Home > database >  Java thread hangs after CompletionService.take()
Java thread hangs after CompletionService.take()

Time:06-19

I've got simple test code:

public static void main(String[] args) {
    CompletionService<Integer> cs = new ExecutorCompletionService<>(Executors.newCachedThreadPool());
    cs.submit(new Callable<Integer>() {
        public Integer call(){
            try{
                Thread.sleep(3000); // Just sleep and print
                System.out.println("Sleeping thread: "   Thread.currentThread().getId());
            }catch(InterruptedException e){
                e.printStackTrace();
            }
            return 10;
        }
    });
    try{
        Future<Integer> fi = cs.take();
        System.out.println(fi.get());
    }catch(Exception e){
        e.printStackTrace();
    }
}

I run it, sleep 3 seconds, and prints

Sleeping thread: 14
10

But then it hangs there, the program doesn't end.

What's happening, how to make it finish?

CodePudding user response:

As mentioned in the comments by tgdavies, your program will exit after /- 60 seconds, because that is the default timeout for a thread without tasks in an ExecutorService created by Executors.newCachedThreadPool().

If you don't want to wait for 60 seconds, you should shutdown the executor service after you're done submitting tasks.

For example:

public static void main(String[] args) {
    ExecutorService executorService = Executors.newCachedThreadPool();
    try {
        CompletionService<Integer> cs = new ExecutorCompletionService<>(executorService);
        cs.submit(new Callable<Integer>() {
            public Integer call() {
                try {
                    Thread.sleep(3000); // Just sleep and print
                    System.out.println("Sleeping thread: "   Thread.currentThread().getId());
                } catch (InterruptedException e) {
                    e.printStackTrace();
                }
                return 10;
            }
        });
        try {
            Future<Integer> fi = cs.take();
            System.out.println(fi.get());
        } catch (Exception e) {
            e.printStackTrace();
        }
    } finally {
        executorService.shutdown();
    }
}

Alternatively, configure the executor service to create daemon threads using a custom ThreadFactory. Only do this if it is not a problem that an executor service that is doing actual work gets "killed" when there are no more normal (non-daemon) threads.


▶ _What to work on_: Please reproduce the entries below exactly from the line with "Identify where *window* appears." through their last line, leaving out any pictures.
(Source records Opens)
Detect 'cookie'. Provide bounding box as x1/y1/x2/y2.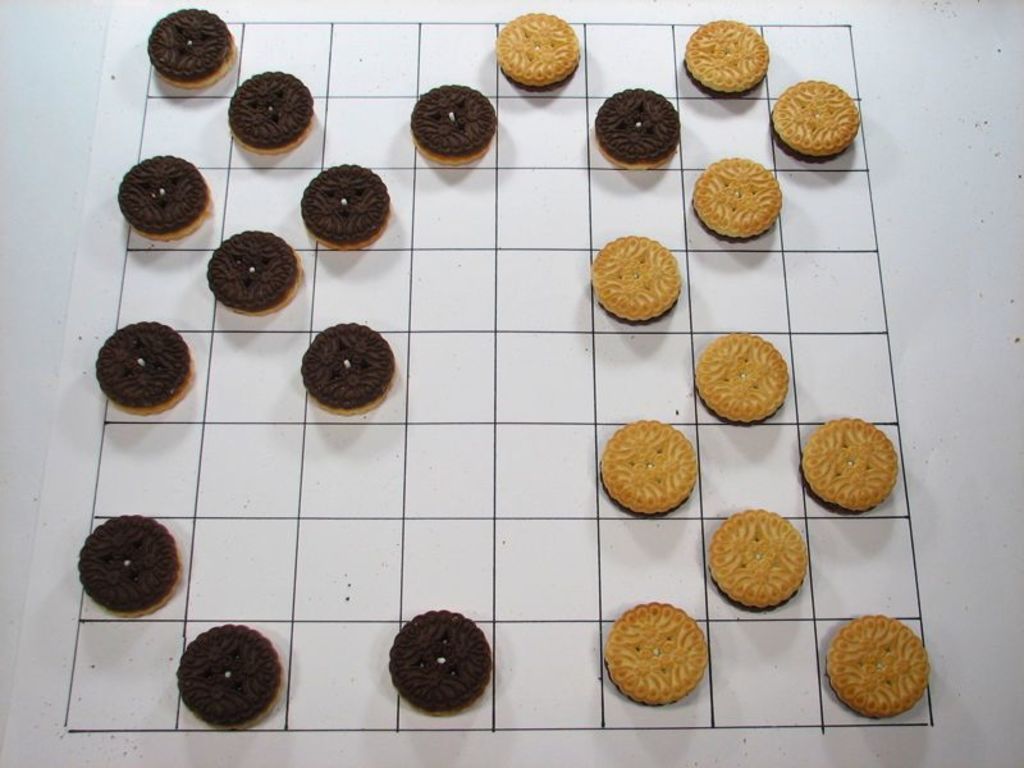
800/412/900/513.
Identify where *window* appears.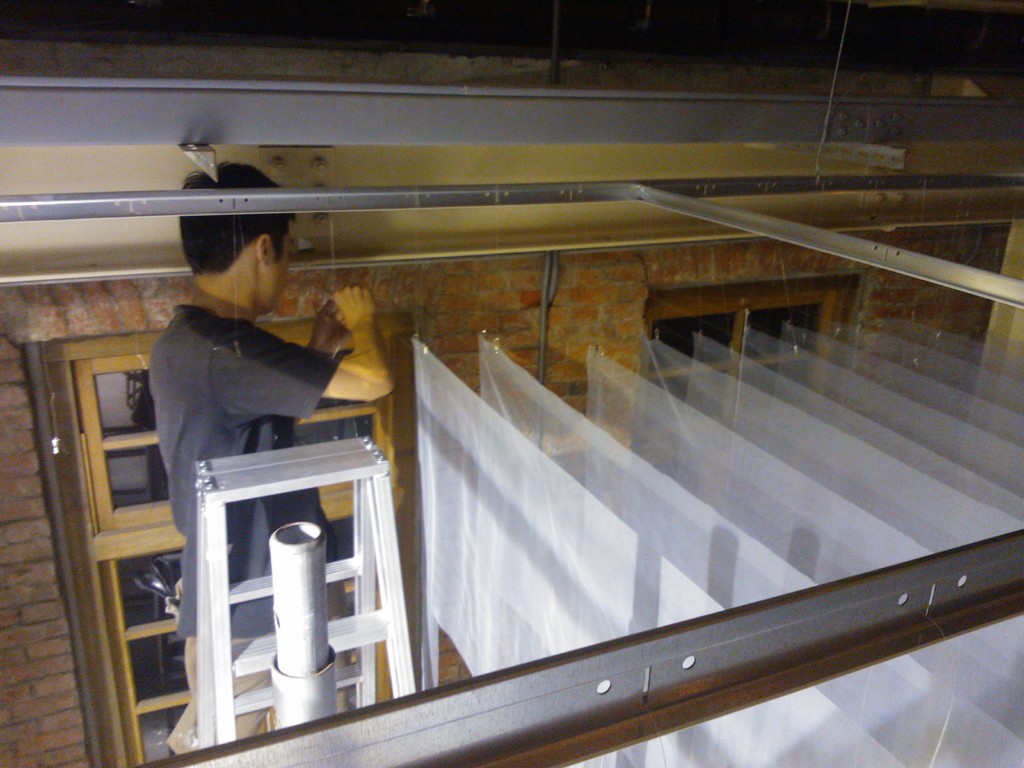
Appears at (x1=15, y1=308, x2=426, y2=767).
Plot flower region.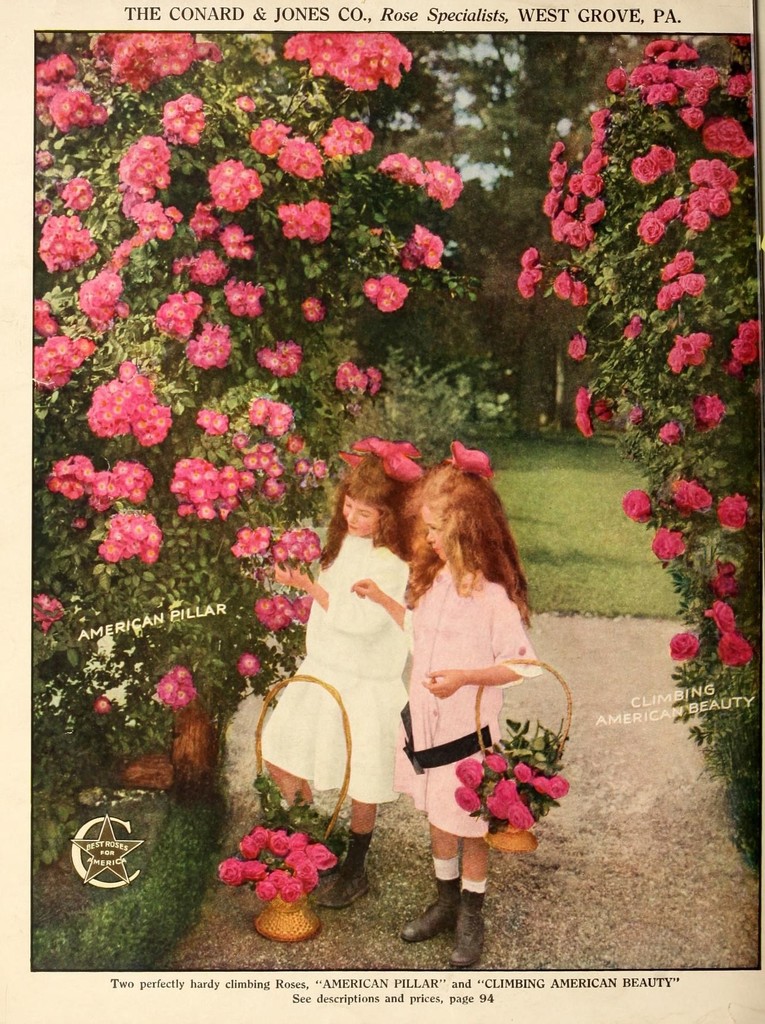
Plotted at 156/664/205/700.
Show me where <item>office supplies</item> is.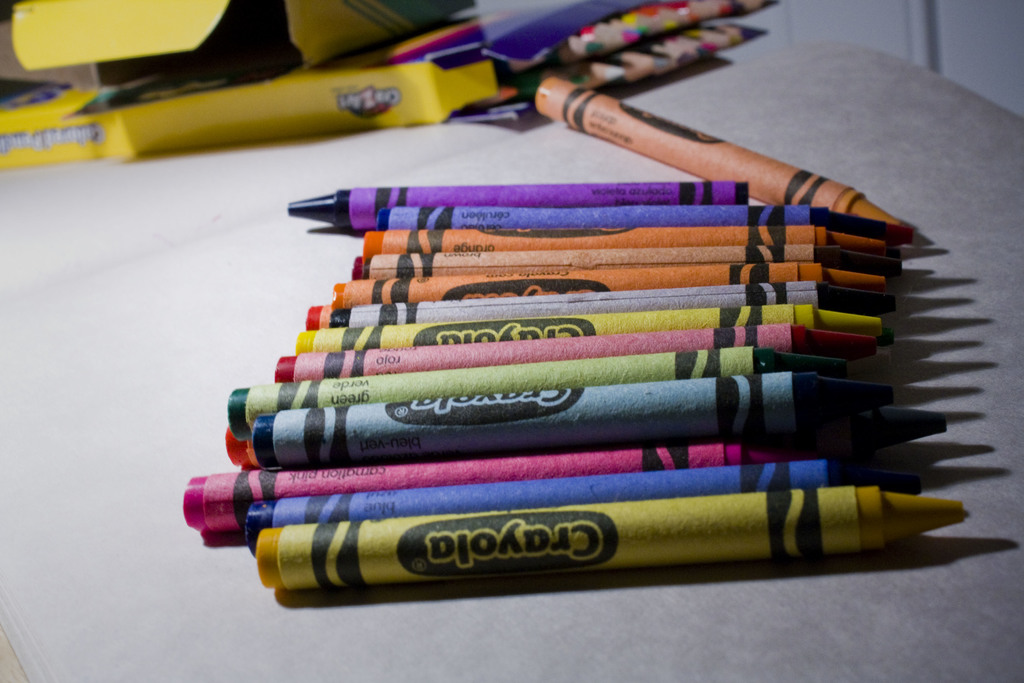
<item>office supplies</item> is at 364,229,883,245.
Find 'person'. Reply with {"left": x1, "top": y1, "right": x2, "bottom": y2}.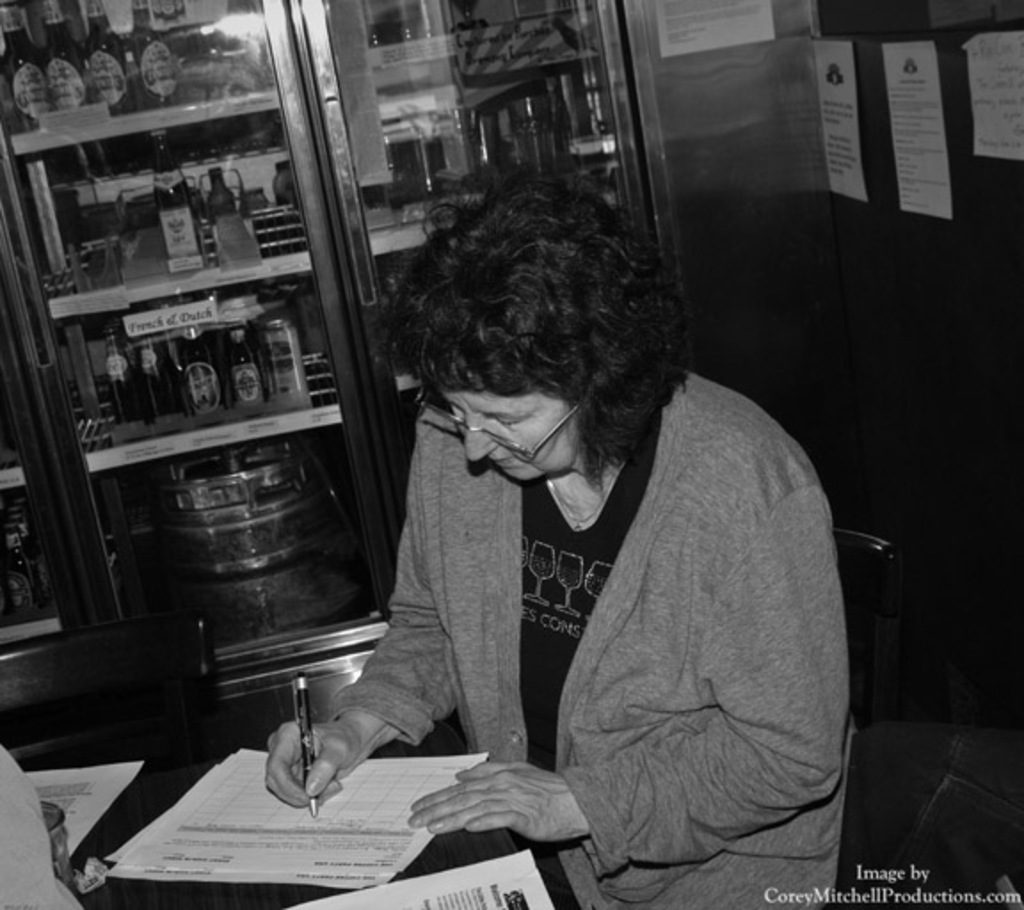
(Source records Closes)
▶ _Response area_:
Identify where *window* appears.
Appears at (x1=15, y1=308, x2=426, y2=767).
Plot flower region.
Plotted at 156/664/205/700.
Show me where <item>office supplies</item> is.
<item>office supplies</item> is at 364,229,883,245.
Find 'person'. Reply with {"left": x1, "top": y1, "right": x2, "bottom": y2}.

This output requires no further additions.